Journal 36: Global Finance and Regulation

Alexei Kondratyev

This paper discusses the implications of having risk management systems built on simplified methodologies. As an example, quanto adjustments for risk factors simulation are considered. The impact on counterparty exposure and regulatory capital calculations is quantified.

The Basel II regulatory framework has created incentives for banks to invest into their counterparty risk management infrastructure in order to obtain the internal model method (IMM) waiver from their regulators. IMM banks have the right to use expected exposure profiles produced by their Monte Carlo-based risk engines to calculate risk weighted assets (RWAs) and, therefore, regulatory capital requirements. It is generally believed that regulatory capital calculations using an IMM approach can reduce capital requirements by as much as 50% as compared to the more basic current exposure method (CEM), under which RWAs are derived from (conservative) regulatory add-ons. Basel III provided further incentives with the introduction of the new CVA capital charge [BCBS (2010)].

This explains why banks have invested resources in either building inhouse or buying ready-made Monte Carlo risk engines. However, in the pursuit of a capital saving objective, it is essential that institutions focus on in-depth model validation, particularly when third party products are involved, which tend to come as essentially black boxes with welldefined inputs and outputs but not-too-transparent internal processes. This paper focuses on just one aspect of the risk factors simulation that serves as a good illustrative example and, surprisingly, is sometimes completely neglected: quanto adjustments.

Quanto adjustment
Everyone knows what a quanto adjustment is, right? Wrong. Very often when we deal with Monte Carlo risk engines we find quanto adjustments applied to the pricing of quanto options, which you can read about in a textbook. However, we do not always find it in the place where it matters the most – in the risk factors simulation. And there is no textbook on this topic yet.

What should be done?
How does a quanto adjustment appear in risk factors simulation? Monte Carlo scenarios should be mutually consistent. Another way to say this is to demand that the probabilities assigned to all possible future market scenarios should be mutually consistent. We can achieve this by choosing a particular probability measure and simulating all risk factors under this measure.

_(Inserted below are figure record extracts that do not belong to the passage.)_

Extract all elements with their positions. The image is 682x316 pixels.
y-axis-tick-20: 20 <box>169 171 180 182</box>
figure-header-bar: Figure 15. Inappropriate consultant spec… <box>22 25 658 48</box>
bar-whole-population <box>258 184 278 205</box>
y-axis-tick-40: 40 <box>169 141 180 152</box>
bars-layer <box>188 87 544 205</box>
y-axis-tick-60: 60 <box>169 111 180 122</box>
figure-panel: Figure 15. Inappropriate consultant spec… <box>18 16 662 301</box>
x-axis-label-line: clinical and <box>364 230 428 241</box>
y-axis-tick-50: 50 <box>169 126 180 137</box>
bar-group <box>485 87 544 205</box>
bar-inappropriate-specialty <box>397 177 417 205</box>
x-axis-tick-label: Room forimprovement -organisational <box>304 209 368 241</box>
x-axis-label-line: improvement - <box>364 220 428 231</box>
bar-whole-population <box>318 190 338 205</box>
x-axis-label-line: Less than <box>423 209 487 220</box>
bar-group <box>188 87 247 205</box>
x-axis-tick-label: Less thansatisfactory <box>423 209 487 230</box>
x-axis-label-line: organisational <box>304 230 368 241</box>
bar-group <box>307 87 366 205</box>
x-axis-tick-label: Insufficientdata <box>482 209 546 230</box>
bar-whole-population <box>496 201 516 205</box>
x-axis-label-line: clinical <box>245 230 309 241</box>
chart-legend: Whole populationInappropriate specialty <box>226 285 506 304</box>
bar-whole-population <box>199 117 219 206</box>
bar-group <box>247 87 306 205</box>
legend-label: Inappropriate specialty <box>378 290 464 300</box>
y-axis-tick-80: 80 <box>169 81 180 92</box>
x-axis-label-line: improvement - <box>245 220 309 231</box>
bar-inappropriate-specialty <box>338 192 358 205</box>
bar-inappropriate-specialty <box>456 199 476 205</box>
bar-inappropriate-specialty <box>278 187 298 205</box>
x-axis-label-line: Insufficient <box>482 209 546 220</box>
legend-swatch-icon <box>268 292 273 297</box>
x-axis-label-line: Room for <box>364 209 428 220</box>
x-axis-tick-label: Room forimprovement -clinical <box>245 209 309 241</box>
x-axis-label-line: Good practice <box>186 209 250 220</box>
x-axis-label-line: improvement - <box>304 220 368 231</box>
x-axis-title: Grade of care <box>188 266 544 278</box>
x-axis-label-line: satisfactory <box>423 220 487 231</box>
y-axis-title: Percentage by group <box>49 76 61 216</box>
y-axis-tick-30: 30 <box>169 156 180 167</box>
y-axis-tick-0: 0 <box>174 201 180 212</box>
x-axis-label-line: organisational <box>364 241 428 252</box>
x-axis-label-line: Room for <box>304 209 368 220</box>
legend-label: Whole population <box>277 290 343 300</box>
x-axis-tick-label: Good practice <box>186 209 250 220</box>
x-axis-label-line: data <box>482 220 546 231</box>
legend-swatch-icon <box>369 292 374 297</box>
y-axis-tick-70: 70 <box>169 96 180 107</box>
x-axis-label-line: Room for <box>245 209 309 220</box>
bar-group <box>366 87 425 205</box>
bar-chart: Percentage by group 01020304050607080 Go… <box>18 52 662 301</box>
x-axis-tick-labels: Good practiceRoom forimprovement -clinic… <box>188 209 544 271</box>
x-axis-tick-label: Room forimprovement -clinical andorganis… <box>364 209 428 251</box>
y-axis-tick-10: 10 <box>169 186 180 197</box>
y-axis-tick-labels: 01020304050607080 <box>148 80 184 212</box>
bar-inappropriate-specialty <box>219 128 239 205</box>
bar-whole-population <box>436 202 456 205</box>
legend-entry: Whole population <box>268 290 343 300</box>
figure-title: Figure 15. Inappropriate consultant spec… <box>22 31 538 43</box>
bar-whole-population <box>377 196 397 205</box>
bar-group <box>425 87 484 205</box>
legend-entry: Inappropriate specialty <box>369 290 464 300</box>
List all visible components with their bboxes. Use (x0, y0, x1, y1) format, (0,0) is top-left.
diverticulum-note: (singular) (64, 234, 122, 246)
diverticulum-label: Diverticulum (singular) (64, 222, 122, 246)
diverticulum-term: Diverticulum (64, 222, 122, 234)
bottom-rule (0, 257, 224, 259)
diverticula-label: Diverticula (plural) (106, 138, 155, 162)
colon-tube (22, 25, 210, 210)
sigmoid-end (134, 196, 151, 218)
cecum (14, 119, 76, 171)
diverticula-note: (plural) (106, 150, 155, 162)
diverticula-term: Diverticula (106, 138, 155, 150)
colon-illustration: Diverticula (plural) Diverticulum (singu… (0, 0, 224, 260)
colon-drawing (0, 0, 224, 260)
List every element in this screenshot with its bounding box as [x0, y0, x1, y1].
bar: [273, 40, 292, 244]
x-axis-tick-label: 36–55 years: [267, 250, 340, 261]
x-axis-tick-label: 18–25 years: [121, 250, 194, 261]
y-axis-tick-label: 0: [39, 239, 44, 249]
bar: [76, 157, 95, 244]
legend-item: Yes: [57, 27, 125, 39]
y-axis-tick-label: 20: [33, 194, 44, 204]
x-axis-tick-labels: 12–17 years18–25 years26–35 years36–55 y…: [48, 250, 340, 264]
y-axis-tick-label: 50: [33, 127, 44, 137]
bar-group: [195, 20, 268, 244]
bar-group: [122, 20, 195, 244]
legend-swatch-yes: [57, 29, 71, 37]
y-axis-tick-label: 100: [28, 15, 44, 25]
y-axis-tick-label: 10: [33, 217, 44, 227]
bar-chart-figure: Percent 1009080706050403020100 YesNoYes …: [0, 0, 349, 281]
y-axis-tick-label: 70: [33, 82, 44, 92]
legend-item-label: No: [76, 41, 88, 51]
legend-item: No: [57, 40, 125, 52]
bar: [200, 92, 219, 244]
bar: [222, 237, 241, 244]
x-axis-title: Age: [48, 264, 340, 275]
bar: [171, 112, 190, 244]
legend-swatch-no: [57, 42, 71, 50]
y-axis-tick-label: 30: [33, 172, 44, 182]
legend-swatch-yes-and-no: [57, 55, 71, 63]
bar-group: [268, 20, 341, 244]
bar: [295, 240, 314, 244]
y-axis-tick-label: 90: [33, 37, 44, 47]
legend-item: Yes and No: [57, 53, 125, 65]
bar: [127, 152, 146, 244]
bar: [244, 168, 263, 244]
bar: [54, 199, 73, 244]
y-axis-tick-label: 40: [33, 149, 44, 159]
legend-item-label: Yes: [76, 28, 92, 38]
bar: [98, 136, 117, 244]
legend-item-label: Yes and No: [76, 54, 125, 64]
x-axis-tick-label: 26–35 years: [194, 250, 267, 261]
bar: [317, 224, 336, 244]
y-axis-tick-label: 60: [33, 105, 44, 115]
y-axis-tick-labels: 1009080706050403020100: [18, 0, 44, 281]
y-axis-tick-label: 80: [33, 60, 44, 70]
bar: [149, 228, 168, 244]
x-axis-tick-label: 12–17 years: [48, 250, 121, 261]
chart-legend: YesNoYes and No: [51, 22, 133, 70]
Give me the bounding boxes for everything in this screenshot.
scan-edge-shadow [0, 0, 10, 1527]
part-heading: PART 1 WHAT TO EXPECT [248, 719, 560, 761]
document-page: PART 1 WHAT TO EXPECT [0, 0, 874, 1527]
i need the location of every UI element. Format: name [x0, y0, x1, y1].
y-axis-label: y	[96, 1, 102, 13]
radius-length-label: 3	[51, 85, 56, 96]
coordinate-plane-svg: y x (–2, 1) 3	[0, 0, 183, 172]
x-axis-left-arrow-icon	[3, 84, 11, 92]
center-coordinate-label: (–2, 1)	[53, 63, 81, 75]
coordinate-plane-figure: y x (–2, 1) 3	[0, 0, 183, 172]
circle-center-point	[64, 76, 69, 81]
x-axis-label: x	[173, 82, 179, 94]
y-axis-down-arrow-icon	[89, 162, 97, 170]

We have a wide range of possible probability measures to choose from (actually, infinitely many) but by far the most convenient measure is the spot risk neutral measure in the base currency. The choice of measure is equivalent to the choice of numeraire, and the choice of the base currency spot risk neutral measure is equivalent to choosing the base currency money market account as a numeraire. This means that in the traditional spot risk neutral world, the prices of all traded instruments at time t divided by the base currency money market account at time t are martingales.

What are the implications for specifying risk factors’ dynamics in different currencies? Let us consider the simplest case of an asset whose price dynamics are modeled using geometric Brownian motion (GBM). Assume that the base currency is USD and the asset price, S(t), is measured in the foreign currency, e.g., EUR.